20190417 The MAC Christopher James Burns Limbo Land 021.jpg

...provisional, teetering, in a state of suspension, or dissolution, his works are imbued with the sense of precarity and unease...”

 

“Christopher James Burns (b. 1988) is a Belfast based artist whose practice draws upon the particular context in which he lives. Working predominantly in sculpture and installation, Burns explores the complex relationship between memory, place and the construction of identity, with his works often challenging the meaning and value of the objects around us; particularly those that purport to commemorate or communicate our past.

A visual consortium of fallen monuments, disfigured memorials and votive offerings, Burns’ works map a place that is both physically and psychologically caught in a state of liminality. A key concern within Burns’ practice, the liminal – from the Latin ‘limen’, meaning ‘threshold’ – can be understood as a boundary between one state and another; a condition of prolonged uncertainty; or that which does not fit or find form. Limbo, in the theological sense, may be the ultimate liminal space: the threshold between heaven (salvation) and hell (damnation). However, crossroads, borders, no man's lands and disputed territories also occupy this state of ‘in betweenness’ under investigation in Burns’ work.

Hewn from a range of different materials, his sculptures are in themselves liminal objects. Drawing on the visual languages of cartography, Christian iconography and national monuments, they bleed together multiple different sources and reference points. Culturally recognisable codes become suffused with the artist’s own personal symbology; scrambling our reading of these small, almost devotional objects.

Often arranged in manner that at times feels provisional, teetering, in a state of suspension, or dissolution, his works are imbued with the sense of precarity and unease that inherently accompanies liminality; that threshold state between one thing and another.

A reliquary of sorts for the objects, codes, customs and rituals that create the society in which we live, Burns presents a vision of a place that constantly seeks to find its form, with little resolution.”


» Your task: Only the lines from the one containing "This screenshot has height=554, width=962." through the end of the entries should be repeated, exactly as they appear, first and last included.

(Dataset records)

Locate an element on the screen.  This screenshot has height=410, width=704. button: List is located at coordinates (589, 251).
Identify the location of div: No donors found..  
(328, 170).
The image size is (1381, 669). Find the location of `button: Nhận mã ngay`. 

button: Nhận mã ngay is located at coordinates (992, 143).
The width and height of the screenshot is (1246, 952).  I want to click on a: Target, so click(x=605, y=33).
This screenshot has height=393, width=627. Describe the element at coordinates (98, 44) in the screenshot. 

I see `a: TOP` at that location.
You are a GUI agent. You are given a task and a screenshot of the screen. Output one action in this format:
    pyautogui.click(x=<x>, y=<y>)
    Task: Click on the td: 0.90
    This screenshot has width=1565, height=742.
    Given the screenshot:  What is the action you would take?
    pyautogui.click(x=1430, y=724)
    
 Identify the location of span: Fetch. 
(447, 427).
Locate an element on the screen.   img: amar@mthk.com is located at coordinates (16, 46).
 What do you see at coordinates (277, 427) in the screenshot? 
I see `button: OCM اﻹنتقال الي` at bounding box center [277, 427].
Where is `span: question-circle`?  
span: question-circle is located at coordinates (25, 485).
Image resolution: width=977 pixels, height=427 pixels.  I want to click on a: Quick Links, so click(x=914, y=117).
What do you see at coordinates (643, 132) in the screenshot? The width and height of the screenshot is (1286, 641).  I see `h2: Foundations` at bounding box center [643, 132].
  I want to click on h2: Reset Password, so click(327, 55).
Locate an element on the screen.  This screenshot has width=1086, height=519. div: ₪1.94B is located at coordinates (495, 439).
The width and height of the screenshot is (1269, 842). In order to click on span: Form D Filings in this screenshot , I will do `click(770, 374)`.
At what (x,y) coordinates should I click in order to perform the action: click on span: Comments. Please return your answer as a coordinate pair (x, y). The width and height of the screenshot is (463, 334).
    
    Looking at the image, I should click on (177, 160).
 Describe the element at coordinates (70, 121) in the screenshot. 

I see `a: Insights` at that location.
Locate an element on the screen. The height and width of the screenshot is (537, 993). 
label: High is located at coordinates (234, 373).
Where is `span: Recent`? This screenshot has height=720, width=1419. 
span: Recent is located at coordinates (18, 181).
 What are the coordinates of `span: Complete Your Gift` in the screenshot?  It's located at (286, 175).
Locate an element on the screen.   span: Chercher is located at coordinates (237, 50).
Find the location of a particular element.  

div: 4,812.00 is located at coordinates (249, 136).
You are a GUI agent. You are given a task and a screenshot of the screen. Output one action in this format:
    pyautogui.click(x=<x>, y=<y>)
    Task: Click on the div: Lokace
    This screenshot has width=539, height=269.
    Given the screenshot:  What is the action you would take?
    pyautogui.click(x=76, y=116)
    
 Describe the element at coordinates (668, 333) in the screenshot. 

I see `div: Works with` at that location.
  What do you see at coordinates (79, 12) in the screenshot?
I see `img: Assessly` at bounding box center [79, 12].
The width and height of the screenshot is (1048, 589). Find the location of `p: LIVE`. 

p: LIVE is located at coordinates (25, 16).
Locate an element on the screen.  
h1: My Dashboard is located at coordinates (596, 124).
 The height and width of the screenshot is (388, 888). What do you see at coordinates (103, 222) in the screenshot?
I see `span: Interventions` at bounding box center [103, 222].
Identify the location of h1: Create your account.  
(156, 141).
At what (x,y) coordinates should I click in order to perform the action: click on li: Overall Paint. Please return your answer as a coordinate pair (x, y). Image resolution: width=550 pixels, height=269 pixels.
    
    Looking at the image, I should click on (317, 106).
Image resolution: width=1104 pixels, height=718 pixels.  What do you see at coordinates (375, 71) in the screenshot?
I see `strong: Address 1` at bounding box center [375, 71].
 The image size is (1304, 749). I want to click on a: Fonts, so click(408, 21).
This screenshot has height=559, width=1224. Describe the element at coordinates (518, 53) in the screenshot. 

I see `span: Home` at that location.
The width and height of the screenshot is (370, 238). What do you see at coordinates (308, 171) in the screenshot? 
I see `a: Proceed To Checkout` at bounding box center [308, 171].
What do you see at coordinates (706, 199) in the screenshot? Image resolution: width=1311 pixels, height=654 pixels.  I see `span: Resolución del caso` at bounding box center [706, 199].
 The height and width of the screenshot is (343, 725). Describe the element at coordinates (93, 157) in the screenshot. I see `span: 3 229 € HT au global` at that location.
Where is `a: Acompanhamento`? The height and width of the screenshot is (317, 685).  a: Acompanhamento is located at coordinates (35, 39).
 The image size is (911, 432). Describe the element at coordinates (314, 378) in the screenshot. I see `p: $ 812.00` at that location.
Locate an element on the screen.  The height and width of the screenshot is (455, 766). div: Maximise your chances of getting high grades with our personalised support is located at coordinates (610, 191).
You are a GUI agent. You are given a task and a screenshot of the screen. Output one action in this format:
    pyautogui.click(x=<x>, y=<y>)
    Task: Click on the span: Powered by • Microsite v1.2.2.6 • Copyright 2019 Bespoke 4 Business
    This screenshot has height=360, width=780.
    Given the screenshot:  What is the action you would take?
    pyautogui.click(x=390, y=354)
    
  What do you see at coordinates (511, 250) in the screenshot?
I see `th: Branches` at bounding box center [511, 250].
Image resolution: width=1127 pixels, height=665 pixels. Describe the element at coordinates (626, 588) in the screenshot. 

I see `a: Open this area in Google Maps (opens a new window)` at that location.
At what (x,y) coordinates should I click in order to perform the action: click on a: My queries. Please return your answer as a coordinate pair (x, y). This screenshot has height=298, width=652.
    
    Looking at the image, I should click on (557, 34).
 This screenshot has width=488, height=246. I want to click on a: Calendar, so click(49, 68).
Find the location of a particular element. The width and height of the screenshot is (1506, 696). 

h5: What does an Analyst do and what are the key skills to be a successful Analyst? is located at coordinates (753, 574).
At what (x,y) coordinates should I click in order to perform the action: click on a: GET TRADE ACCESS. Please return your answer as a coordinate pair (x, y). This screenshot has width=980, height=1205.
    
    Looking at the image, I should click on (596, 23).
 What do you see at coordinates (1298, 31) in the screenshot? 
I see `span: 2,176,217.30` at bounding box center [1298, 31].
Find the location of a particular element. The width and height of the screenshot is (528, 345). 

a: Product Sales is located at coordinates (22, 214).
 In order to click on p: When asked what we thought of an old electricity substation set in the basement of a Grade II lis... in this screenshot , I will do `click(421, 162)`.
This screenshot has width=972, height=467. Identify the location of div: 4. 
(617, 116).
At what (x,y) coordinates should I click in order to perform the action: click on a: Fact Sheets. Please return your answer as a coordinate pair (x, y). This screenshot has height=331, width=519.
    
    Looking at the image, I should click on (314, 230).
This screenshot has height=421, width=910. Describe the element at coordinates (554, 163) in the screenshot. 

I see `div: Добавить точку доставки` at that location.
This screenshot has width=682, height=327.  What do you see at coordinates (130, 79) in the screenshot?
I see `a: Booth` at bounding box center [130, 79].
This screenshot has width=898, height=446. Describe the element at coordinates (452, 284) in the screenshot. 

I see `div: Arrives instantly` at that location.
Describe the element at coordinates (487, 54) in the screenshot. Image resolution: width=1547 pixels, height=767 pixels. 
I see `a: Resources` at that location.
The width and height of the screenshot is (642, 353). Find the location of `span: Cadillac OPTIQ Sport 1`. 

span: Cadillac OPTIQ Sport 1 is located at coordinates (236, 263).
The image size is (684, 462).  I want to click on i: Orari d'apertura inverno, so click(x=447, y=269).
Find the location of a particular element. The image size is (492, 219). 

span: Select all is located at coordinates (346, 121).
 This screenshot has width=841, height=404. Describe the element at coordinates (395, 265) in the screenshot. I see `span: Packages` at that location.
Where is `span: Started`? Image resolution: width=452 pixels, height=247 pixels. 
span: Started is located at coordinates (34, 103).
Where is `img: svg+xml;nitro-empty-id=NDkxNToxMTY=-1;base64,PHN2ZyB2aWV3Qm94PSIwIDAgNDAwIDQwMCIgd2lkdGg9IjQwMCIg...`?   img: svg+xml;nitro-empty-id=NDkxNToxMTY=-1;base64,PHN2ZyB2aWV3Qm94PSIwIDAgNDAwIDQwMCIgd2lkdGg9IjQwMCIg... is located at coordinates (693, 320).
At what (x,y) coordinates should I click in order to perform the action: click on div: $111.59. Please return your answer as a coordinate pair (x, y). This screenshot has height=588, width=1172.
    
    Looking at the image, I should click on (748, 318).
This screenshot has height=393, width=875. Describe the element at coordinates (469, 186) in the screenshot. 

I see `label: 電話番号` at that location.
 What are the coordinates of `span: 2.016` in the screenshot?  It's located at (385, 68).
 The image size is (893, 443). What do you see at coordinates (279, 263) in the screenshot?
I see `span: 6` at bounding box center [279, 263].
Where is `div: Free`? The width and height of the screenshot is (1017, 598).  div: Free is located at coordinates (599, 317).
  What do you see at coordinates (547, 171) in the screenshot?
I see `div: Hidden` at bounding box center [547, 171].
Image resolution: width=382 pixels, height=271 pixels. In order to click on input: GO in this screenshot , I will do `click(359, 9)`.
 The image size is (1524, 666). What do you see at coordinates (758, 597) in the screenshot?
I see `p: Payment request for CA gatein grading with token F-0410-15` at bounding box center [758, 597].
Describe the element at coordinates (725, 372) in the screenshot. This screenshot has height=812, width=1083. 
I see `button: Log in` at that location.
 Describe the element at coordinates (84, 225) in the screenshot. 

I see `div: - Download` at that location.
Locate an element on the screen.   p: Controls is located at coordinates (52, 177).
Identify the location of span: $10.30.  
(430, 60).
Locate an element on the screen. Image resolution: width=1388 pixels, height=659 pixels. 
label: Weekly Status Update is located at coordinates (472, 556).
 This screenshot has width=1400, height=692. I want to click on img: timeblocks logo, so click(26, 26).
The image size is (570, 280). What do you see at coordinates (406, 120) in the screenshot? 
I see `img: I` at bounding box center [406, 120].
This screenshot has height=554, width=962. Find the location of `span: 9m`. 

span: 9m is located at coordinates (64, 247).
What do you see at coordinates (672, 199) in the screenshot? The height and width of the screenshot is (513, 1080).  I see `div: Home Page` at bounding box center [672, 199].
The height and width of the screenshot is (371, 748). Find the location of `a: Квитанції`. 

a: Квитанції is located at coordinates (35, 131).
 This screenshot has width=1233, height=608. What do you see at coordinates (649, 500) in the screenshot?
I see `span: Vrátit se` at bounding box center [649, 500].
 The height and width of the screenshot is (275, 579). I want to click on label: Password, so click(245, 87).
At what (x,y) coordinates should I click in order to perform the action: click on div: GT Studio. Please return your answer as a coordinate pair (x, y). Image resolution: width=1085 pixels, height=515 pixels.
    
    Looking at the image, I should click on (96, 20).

(End Dataset records)

» Written answer:
This screenshot has height=554, width=962. Find the location of `span: 9m`. 

span: 9m is located at coordinates (64, 247).
What do you see at coordinates (672, 199) in the screenshot? The height and width of the screenshot is (513, 1080).  I see `div: Home Page` at bounding box center [672, 199].
The height and width of the screenshot is (371, 748). Find the location of `a: Квитанції`. 

a: Квитанції is located at coordinates (35, 131).
 This screenshot has width=1233, height=608. What do you see at coordinates (649, 500) in the screenshot?
I see `span: Vrátit se` at bounding box center [649, 500].
 The height and width of the screenshot is (275, 579). I want to click on label: Password, so click(245, 87).
At what (x,y) coordinates should I click in order to perform the action: click on div: GT Studio. Please return your answer as a coordinate pair (x, y). Image resolution: width=1085 pixels, height=515 pixels.
    
    Looking at the image, I should click on (96, 20).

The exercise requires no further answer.